Every error response includes an error object with a machine-readable code string and a human-readable message. Log the code — not just the HTTP status — so your error handling can distinguish between different 400 subtypes.

Common API Documentation Mistakes

  • Reading the docs for the wrong version — OpenClaw's API surface changes between minor versions. Always check the docs for the specific version you're running. The GitHub release page lists doc changes in every release changelog.
  • Ignoring the error.code field — A 400 status from /api/v1/messages could mean five different things. The error.code field tells you which one. Build error handling around specific codes, not HTTP status ranges.
  • Not setting Content-Type on POST requests — Every POST request needs Content-Type: application/json. Missing this header is the #1 cause of unexplained 400 errors for API newcomers.
  • Building against example code instead of the spec — Community examples go stale. The openapi.yaml is always authoritative. When examples conflict with the spec, trust the spec.
  • Not handling 429 responses — If you hit a rate limit and retry immediately, you compound the problem. Implement exponential backoff with jitter on 429 responses.

Frequently Asked Questions

Where is the official OpenClaw API documentation?

The official docs live in the openclaw/openclaw repository on GitHub under /docs/api/. They cover all REST endpoints, WebSocket events, and authentication patterns. Community guides like this one provide annotated examples and integration walkthroughs beyond the official reference.

What format does the OpenClaw API use?

All requests and responses use JSON. POST requests must include Content-Type: application/json. Responses always return a JSON envelope with a data field on success and an error field with a machine-readable code on failure.

How do I get an API token?

Your API token is the gateway secret defined in gateway.yaml — there's no separate token generation step. The same secret used to authenticate agent connections also authenticates API calls. Rotate it by updating gateway.yaml and restarting the gateway.
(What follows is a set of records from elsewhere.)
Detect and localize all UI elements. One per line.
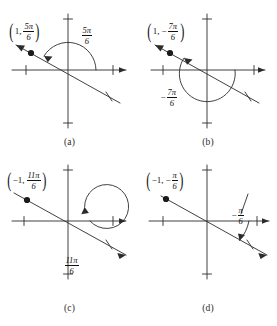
plotted-point (163, 196, 169, 202)
ray-arrowhead (155, 45, 164, 52)
close-paren: ) (180, 172, 184, 189)
angle-fraction: 5π 6 (23, 22, 34, 41)
fraction-denominator: 6 (82, 35, 93, 45)
angle-arc (44, 42, 96, 70)
angle-fraction: π 6 (238, 206, 244, 225)
label-comma: , (22, 176, 26, 185)
angle-fraction: 11π 6 (65, 256, 79, 275)
fraction-numerator: π (238, 206, 244, 215)
fraction-denominator: 6 (238, 215, 244, 225)
x-axis-arrowhead (262, 218, 269, 224)
panel-caption-a: (a) (0, 137, 139, 147)
angle-fraction: 7π 6 (168, 22, 179, 41)
panel-a: ( 1 , 5π 6 ) 5π 6 (a) (0, 0, 139, 163)
close-paren: ) (36, 23, 40, 40)
fraction-denominator: 6 (23, 31, 34, 41)
fraction-denominator: 6 (65, 265, 79, 275)
plotted-point (24, 197, 30, 203)
plotted-point (28, 50, 34, 56)
angle-label-a: 5π 6 (81, 26, 93, 45)
panel-caption-d: (d) (139, 303, 277, 313)
x-axis-arrowhead (119, 67, 126, 73)
open-paren: ( (7, 172, 11, 189)
fraction-denominator: 6 (27, 180, 41, 190)
angle-arc-arrowhead (81, 207, 89, 214)
angle-sign: − (165, 176, 171, 185)
fraction-numerator: 7π (168, 22, 179, 31)
fraction-numerator: 7π (167, 88, 178, 97)
angle-label-c: 11π 6 (64, 256, 79, 275)
point-label-c: ( −1 , 11π 6 ) (6, 171, 48, 190)
fraction-denominator: 6 (167, 97, 178, 107)
open-paren: ( (9, 23, 13, 40)
label-comma: , (19, 27, 23, 36)
angle-label-d: − π 6 (231, 206, 244, 225)
panel-d: ( −1 , − π 6 ) − π 6 (d) (139, 163, 277, 326)
angle-sign: − (160, 93, 166, 102)
r-value: −1 (152, 176, 162, 185)
fraction-numerator: 5π (82, 26, 93, 35)
fraction-numerator: 11π (27, 171, 41, 180)
close-paren: ) (180, 23, 184, 40)
panel-caption-b: (b) (139, 137, 277, 147)
ray-unit-tick (245, 92, 251, 101)
fraction-denominator: 6 (172, 180, 178, 190)
terminal-ray-line (14, 193, 126, 255)
panel-caption-c: (c) (0, 303, 139, 313)
angle-label-b: − 7π 6 (160, 88, 178, 107)
angle-fraction: 11π 6 (27, 171, 41, 190)
angle-sign: − (161, 27, 167, 36)
fraction-numerator: π (172, 171, 178, 180)
angle-fraction: π 6 (172, 171, 178, 190)
ray-arrowhead (16, 45, 25, 52)
angle-arc-full-loop (85, 185, 129, 229)
panel-b: ( 1 , − 7π 6 ) − 7π 6 (b) (139, 0, 277, 163)
x-axis-arrowhead (258, 67, 265, 73)
open-paren: ( (146, 172, 150, 189)
angle-fraction: 5π 6 (82, 26, 93, 45)
panel-c: ( −1 , 11π 6 ) 11π 6 (c) (0, 163, 139, 326)
angle-fraction: 7π 6 (167, 88, 178, 107)
plotted-point (167, 50, 173, 56)
point-label-d: ( −1 , − π 6 ) (145, 171, 185, 190)
close-paren: ) (42, 172, 46, 189)
fraction-numerator: 5π (23, 22, 34, 31)
r-value: −1 (13, 176, 23, 185)
polar-figure-grid: ( 1 , 5π 6 ) 5π 6 (a) (0, 0, 277, 326)
point-label-a: ( 1 , 5π 6 ) (8, 22, 41, 41)
fraction-denominator: 6 (168, 31, 179, 41)
angle-sign: − (231, 211, 237, 220)
open-paren: ( (147, 23, 151, 40)
ray-unit-tick (106, 92, 112, 101)
point-label-b: ( 1 , − 7π 6 ) (146, 22, 185, 41)
fraction-numerator: 11π (65, 256, 79, 265)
Can I test the API without a server?

Yes. Run OpenClaw locally and call http://localhost:8080/api/v1/ with any HTTP client. The local gateway has full API functionality. Import the openapi.yaml spec into Postman for a pre-built collection of all endpoints with auto-generated request formats.

Does OpenClaw have an OpenAPI spec?

Yes. OpenClaw ships an openapi.yaml in the repository. Import it into Postman, Insomnia, or Swagger UI for interactive testing and auto-generated documentation. Use openapi-generator-cli to generate typed client SDKs in your language of choice.
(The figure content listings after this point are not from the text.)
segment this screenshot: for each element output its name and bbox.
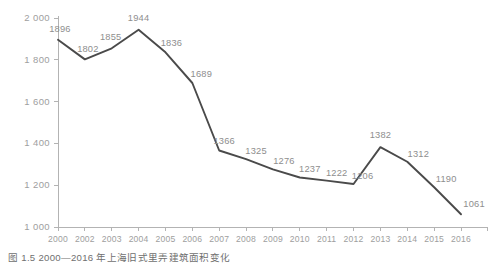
x-tick-label: 2011	[317, 234, 336, 244]
data-point-label: 1206	[352, 171, 373, 181]
y-tick-label: 1 200	[24, 179, 50, 190]
x-tick-label: 2010	[290, 234, 310, 244]
line-chart: 1 0001 2001 4001 6001 8002 000 200020022…	[0, 0, 497, 250]
x-tick-label: 2016	[451, 234, 471, 244]
x-tick-label: 2004	[129, 234, 149, 244]
data-point-label: 1896	[49, 24, 70, 34]
x-tick-label: 2007	[209, 234, 229, 244]
x-tick-label: 2008	[236, 234, 256, 244]
x-tick-label: 2015	[424, 234, 444, 244]
data-point-label: 1190	[436, 174, 457, 184]
x-tick-label: 2002	[75, 234, 95, 244]
x-tick-label: 2013	[370, 234, 390, 244]
data-point-label: 1689	[191, 69, 212, 79]
y-tick-label: 2 000	[24, 12, 50, 23]
y-tick-label: 1 400	[24, 137, 50, 148]
y-tick-label: 1 000	[24, 221, 50, 232]
x-tick-label: 2003	[102, 234, 122, 244]
data-point-label: 1944	[128, 13, 149, 23]
x-tick-label: 2009	[263, 234, 283, 244]
x-tick-label: 2005	[156, 234, 176, 244]
x-tick-label: 2006	[182, 234, 202, 244]
data-point-label: 1222	[326, 168, 347, 178]
data-series-line	[58, 30, 461, 215]
figure-caption: 图 1.5 2000—2016 年上海旧式里弄建筑面积变化	[8, 250, 230, 264]
y-axis-labels: 1 0001 2001 4001 6001 8002 000	[24, 12, 50, 232]
x-tick-label: 2012	[344, 234, 364, 244]
y-tick-label: 1 800	[24, 54, 50, 65]
data-value-labels: 1896180218551944183616891366132512761237…	[49, 13, 484, 210]
x-axis-labels: 2000200220032004200520062007200820092010…	[48, 234, 471, 244]
data-point-label: 1276	[273, 156, 294, 166]
figure-container: 1 0001 2001 4001 6001 8002 000 200020022…	[0, 0, 497, 270]
data-point-label: 1802	[77, 44, 98, 54]
dropline-group	[58, 31, 461, 223]
data-point-label: 1237	[299, 164, 320, 174]
x-tick-label: 2000	[48, 234, 68, 244]
x-axis-ticks	[58, 227, 488, 231]
data-point-label: 1312	[408, 149, 429, 159]
y-tick-label: 1 600	[24, 96, 50, 107]
data-point-label: 1061	[463, 199, 484, 209]
data-point-label: 1366	[213, 136, 234, 146]
y-axis-ticks	[54, 18, 58, 227]
data-point-label: 1325	[245, 146, 266, 156]
data-point-label: 1836	[161, 38, 182, 48]
data-point-label: 1382	[370, 130, 391, 140]
data-point-label: 1855	[100, 32, 121, 42]
x-tick-label: 2014	[397, 234, 417, 244]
What HTTP status codes does the API return?

Standard HTTP codes: 200 for success, 201 for resource creation, 400 for bad requests, 401 for auth failures, 404 for missing resources, 409 for conflicts, 429 for rate limit exceeded, and 500 for server errors. Always check the error.code field for the machine-readable subtype.

JD
J. Donovan
Technical Writer

J. Donovan specializes in API documentation and developer experience for AI tooling. Has reviewed and contributed to OpenClaw's official API docs, and has integrated OpenClaw with ten external platforms via the REST API including Zapier, n8n, and custom Python backends.